“Tink’s a Disney whore,” he swore, taking a potshot at his infamous kin as I plunged the mop up and down a few times before squeezing out the excess water. “Don’t tell me you got another demon mark?”
He left my shoulder when I sent the mop across the floor, apparently finding the back-and-forth motion too much to take. “No, he owes me,” I said nervously, and Jenks’s jaw dropped. “I’m going to see if he’ll take Al’s mark off me in exchange. Or maybe Newt’s.”
Jenks hovered before me, and I straightened, tired as I leaned on the mop. His eyes were wide and incredulous. The pixy had a wife and way too many kids living in a stump in the garden. He was a family man, but he had the face and body of an eighteen-year-old. A very sexy, tiny eighteen-year-old with wings, and sparkles, and a mop of blond hair that needed arranging. His wife, Matalina, was a very happy pixy, and she dressed him in skintight outfits that were distracting despite his minute size. That he was nearing the end of his life span was killing me and Ivy both. He was more than a steadfast partner skilled in detection, infiltration, and security—he was our friend.
“You think the demon will do that?” Jenks said. “Damn, Rache. That’d be great!”
I shrugged. “It’s worth a shot, but all I did was tell him where Newt was.”
From the kitchen came Ivy’s voice raised in irritation. “It’s 1597 Oakstaff. Yes.” There was a hesitation, then, “Really? I didn’t know you kept those kinds of records. It would have been nice if someone had told us we were a paranormal city shelter. Shouldn’t we be getting a tax break or something?” Her voice had gone wary, and I wondered what was up.
Jenks lit on the edge of the bucket, wiping a spot to sit before settling himself, his dragonfly wings stilling to look like gossamer. The mop wasn’t doing it; I would have to scrub. Sighing, I dropped to my knees and felt around the bottom of the bucket for the brush.
“No, it was sanctified,” Ivy continued, her voice growing louder, clear over the hiss of the bristles. “It isn’t anymore.” A slight pause and she added. “We had an incident.” Another hesitation and she said, “We had an incident. How much to do the entire church?”
My stomach clenched when she added softly, “How much to do just the bedrooms?”
I looked at Jenks, guilt rising thick in me. Maybe we could get the city to defray the cost if we refiled as a city shelter. It wasn’t as if we could ask the landlord to fix it. Piscary owned the church, and though Ivy had dropped the facade of paying rent to the master vampire she looked to, we were responsible for the upkeep. It was like living rent free in your parents’ house when they were on an extended vacation—vacation being jail in this case, thanks to me. It was an ugly story, but at least I hadn’t killed him…uh, for good.
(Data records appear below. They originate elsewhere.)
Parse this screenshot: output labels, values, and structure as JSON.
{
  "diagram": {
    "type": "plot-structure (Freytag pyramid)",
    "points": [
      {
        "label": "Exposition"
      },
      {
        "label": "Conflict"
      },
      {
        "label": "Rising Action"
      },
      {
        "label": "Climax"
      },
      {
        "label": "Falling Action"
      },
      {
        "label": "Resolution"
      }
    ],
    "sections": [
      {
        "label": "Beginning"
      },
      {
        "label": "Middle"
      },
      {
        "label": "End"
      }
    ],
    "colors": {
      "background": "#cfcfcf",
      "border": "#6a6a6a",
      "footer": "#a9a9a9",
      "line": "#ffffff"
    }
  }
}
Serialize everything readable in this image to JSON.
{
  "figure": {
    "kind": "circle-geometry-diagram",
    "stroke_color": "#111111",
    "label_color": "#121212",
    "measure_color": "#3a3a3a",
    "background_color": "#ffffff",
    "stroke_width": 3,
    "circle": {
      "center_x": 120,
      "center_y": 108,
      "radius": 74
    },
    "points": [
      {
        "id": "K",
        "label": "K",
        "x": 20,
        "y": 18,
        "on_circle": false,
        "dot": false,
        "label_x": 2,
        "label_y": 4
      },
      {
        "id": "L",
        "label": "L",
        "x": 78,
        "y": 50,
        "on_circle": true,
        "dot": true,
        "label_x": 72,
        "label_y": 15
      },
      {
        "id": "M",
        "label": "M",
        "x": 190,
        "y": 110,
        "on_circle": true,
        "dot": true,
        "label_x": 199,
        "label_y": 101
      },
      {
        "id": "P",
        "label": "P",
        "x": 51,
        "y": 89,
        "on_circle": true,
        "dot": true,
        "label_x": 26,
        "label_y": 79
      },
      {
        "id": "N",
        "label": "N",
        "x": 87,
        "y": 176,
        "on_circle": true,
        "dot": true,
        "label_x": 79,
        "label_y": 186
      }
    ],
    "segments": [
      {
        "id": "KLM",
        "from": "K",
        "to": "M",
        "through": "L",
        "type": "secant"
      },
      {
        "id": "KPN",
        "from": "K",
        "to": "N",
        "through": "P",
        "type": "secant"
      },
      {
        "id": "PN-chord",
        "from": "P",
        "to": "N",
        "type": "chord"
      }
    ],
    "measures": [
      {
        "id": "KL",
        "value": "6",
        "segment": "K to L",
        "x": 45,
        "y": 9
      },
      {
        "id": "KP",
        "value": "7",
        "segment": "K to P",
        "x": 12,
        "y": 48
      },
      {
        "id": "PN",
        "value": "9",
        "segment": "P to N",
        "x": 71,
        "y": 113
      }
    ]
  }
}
Ivy’s sigh was audible over the sound of my work. “Can you get out here before tonight?” she asked, making me feel marginally better.
I didn’t hear the answer to that, but there was no more conversation forthcoming, and I focused on rubbing out the smears, moving clockwise as I went. Jenks watched for a moment from the rim of the bucket, then said, “You look like a porno star on your hands and knees, mopping in your underwear. Push it, baby,” he moaned. “Push it!”
I glanced up to find him making rude motions. Doesn’t he have anything better to do? But I knew he was trying to cheer me up—least that’s what I was telling myself.
As his wings turned red from laughter, I jerked my robe closed and sat back on my knees before I blew a shoulder-length red curl from my face. Taking a swing at his smirk would be useless—he had gotten really fast since his stint under a demon curse that made him people-size. And turning my back to him would be worse.
“Could you straighten my desk for me?” I asked, allowing a touch of annoyance into my voice. “Your cat dumped my papers.”
“You bet,” he said, zipping off. Immediately I felt my blood pressure drop.
Ivy’s soft steps intruded, and Jenks cussed fluently at her when she pulled the papers off the floor and set them on the desktop for him. Politely telling him to shove a slug up his ass, she strode past me to her piano, a spray bottle in one hand and a chamois cloth in the other.
“Someone’s coming out this morning,” she said, starting to clean Ceri’s blood from the varnished wood. Old blood didn’t flip any switches in living vamps—not like the chance to take it did. “They’re going to give us an estimate, and if our credit checks out, they’ll do the entire church. You want to pay the extra five thousand to insure it?”